Experimental details concerning chemicals, sample processing procedures, analyses by GC-MS, LC-MS/MS [17,18,19,20] and GC-FID and method validation [21, 22] are reported in the Additional file 1.

Data and statistical analysis

All data (age and sex of the subjects halted for personal possession of illicit drugs, year of the seizure, qualitative analytical results, i.e., substance type, and quantitative analytical results, i.e., purity of the seized samples) were added to a database and analysed with STATA IC13 software. A complete descriptive analysis of the data was carried out. The annual number of seizures for each illicit substance throughout the 10–year period (2008–2017) was compared by Fisher’s exact test. The trends in the odds of seizures from 2008 to 2017 were calculated for each substance by logistic regression analysis using the binary variable indicating the presence/absence of the substance in the seizures of each year (probability of event/non-event) as the dependent variable and the year as the independent variable. The proportions per year of each substance were compared throughout the 10–year period using the Chi-square test of homogeneity of odds and the Chi-square score test for trend of odds. The annual contents of each illicit substance in the seizures were evaluated in terms of median value and 25th–75th percentiles. Moreover, we considered the number of seizures from different age classes and the possession of more than one illicit drug (number of subjects and substance type). Finally, the mean subject age for each substance type and year and the seizure trend based on gender and substance type throughout the studied period were compared using one-way analysis of variance, and the Chi-square test of homogeneity of odds and the Chi-square score test for trend of odds. Continuous variables were expressed as the mean ± standard deviation (SD), the categorical variables as proportions and percentages. P < 0.05 was chosen to indicate significance for all the tests.

Results

Overall, from 2008 to 2017 (Table 1), the police forces sent 4200 samples suspected to contain illicit substances to the Forensic Toxicology Laboratory. The number of seizures in 2008 was significantly lower than all other years (P < 0.0001, Fisher’s exact test). In 2013, the number of seizures significantly increased compared to all previous years (P < 0.01); however, the highest value was in 2014, which was significantly higher than all other years, except 2015 (P < 0.05, Fisher’s exact test).

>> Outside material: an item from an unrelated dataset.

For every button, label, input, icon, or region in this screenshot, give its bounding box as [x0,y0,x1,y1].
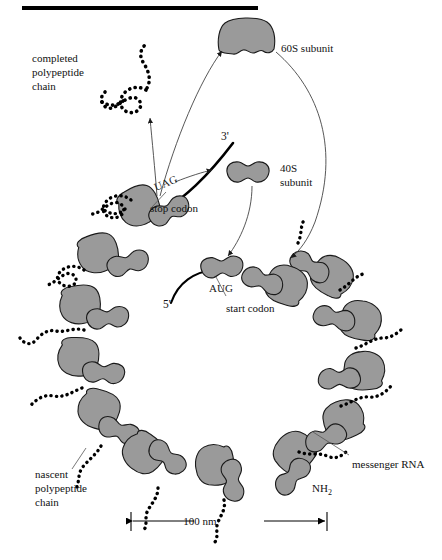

In each considered year, the most seized substance was cannabis (resin and herb). Specifically, cannabis derivatives accounted for 80% of all seizures in 2013, 2016 and 2017. In 2013, 2014 and 2017, the seizures of cannabis herb were more common than those of cannabis resin. Cocaine was always the second most seized substance after cannabis, with a slight decline in the seizure frequency throughout the study period. The minimum percentage of cocaine seizures occurred in 2016, and the maximum percentage in 2008. Heroine ranked third; the lowest percentage of heroine seizures occurred in 2017, and the maximum in 2009. Other substances accounted for a limited number of seizures in all the studied years.

Table 1 Seizures in the provinces of Modena and Reggio Emilia per year and by detected substance

Based on the binary logistic regression models performed, from 2008 to 2017 seizures of cannabis resin had an average percentage decrease per year of 5.5% (3.2–7.7%), cannabis herb had an increase of 20.1% (17.4–22.8%), total cannabis derivatives had an increase of 12.6% (10.1–15.1%), cocaine had a decrease of 7.9% (4.9–10.9%) and heroin had a marked decrease of 14.3% (10.8–17.8%) (P < 0.001 for all substances).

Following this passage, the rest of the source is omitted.